We currently have too many patents that are too broad on too many obvious "innovations," many of which were created by another party before the patent claimer. The problem is that the USPTO makes money by granting patents and Congress likes the fact that the USPTO is one of the few government departments to generate income.
 
I'm hardly one to support frivolous patents (which this double-clicking patent more than likely is, we'll see how long it stands up in light of prior-art arguments), but this farmaceutical (sp?) example going on this topic seems pretty ridiculous to me.
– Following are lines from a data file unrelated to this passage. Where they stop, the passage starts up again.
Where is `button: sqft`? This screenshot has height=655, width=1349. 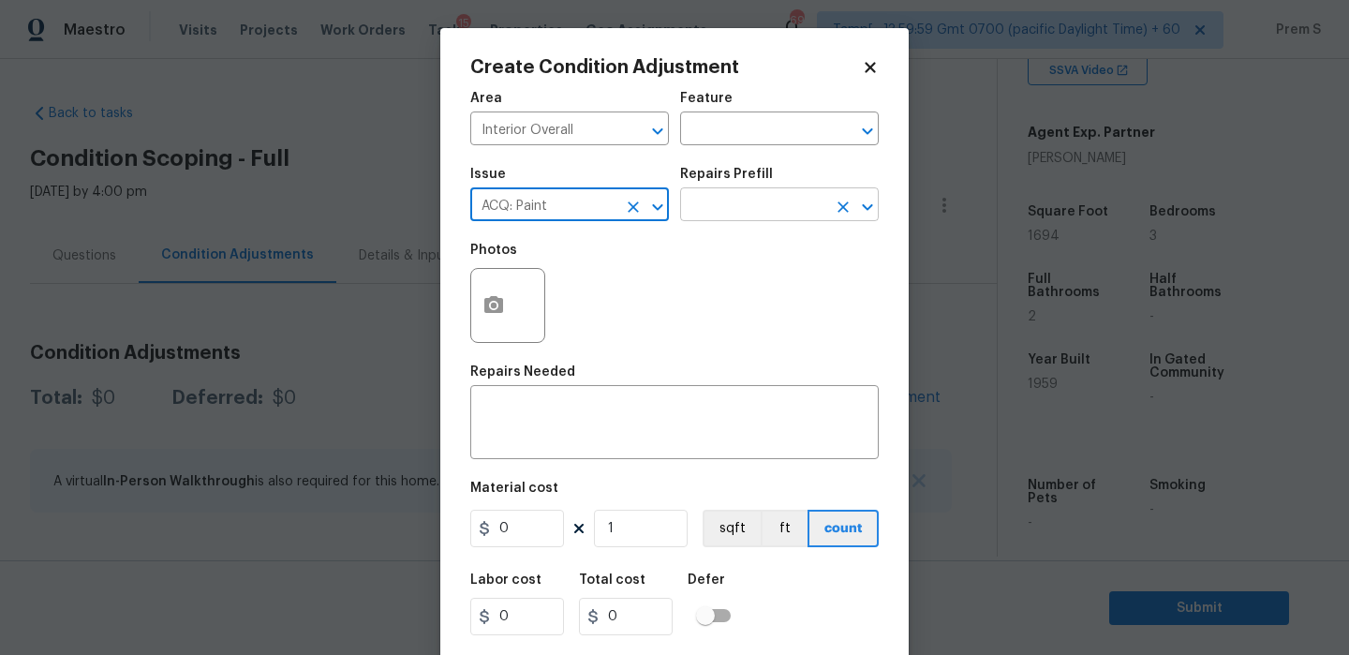 button: sqft is located at coordinates (732, 528).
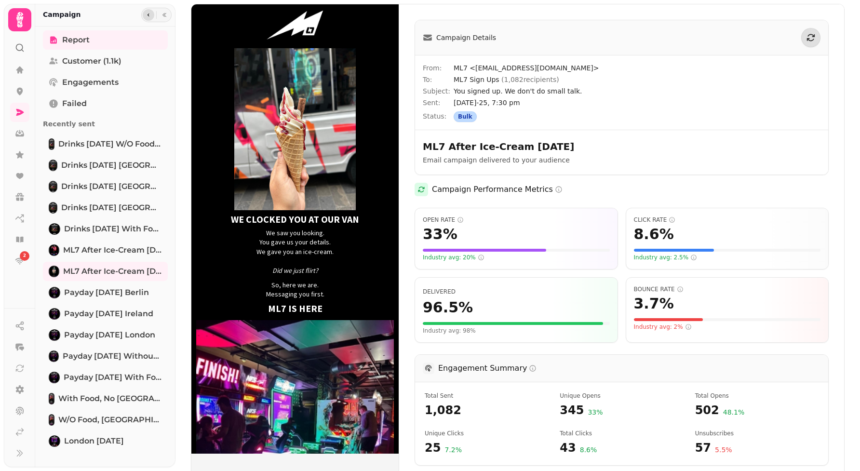 The height and width of the screenshot is (471, 860). I want to click on div: Visual representation of your bounce rate (3.7%). For bounce rate, LOWER is better. The bar is re..., so click(727, 320).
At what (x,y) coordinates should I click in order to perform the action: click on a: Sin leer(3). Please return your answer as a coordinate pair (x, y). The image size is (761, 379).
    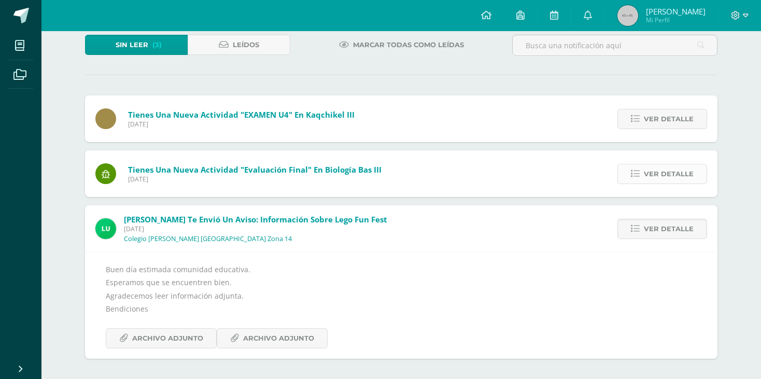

Aside from the other arguments made it seems to be forcing companies to be either R&D entities or manufacturers, but they are not allowed to be both. To jump it over to the electronics world that's like saying Sony is allowed to incur all of the costs of developing the Playstation3, but then when they're finished they're not allowed to manufacturer it themselves, they have to sell it to a separate manufacturer to make a ONE TIME profit on the idea, while the manufacturer has the opportunity to make long-term and repeatable profit that Sony is henceforth unable to take part in. So basically, all of the fabs Sony has set-up for itself would be incompatible with this idea of them making the Playstation3 design and then having to fork it over to someone else to design, because heaven forbid they manufacturer their own design and make money off of it. :roll:

The whole idea just seems ridiculous. Of course, this R&D and manufacturer separation already happens in the PC graphics card world, but I believe the manufacturer partners or working under a kind of license for the technology from either Nvidia or ATI, but both of them can still make their own cards if they like.
 
But once you have a legacy product, a chain of intermingled patents that becomes a standard, then it secludes the pool of available manufacturers. Would MS really be the company they are unless they over-agressively bought up the small fry that invented new programs?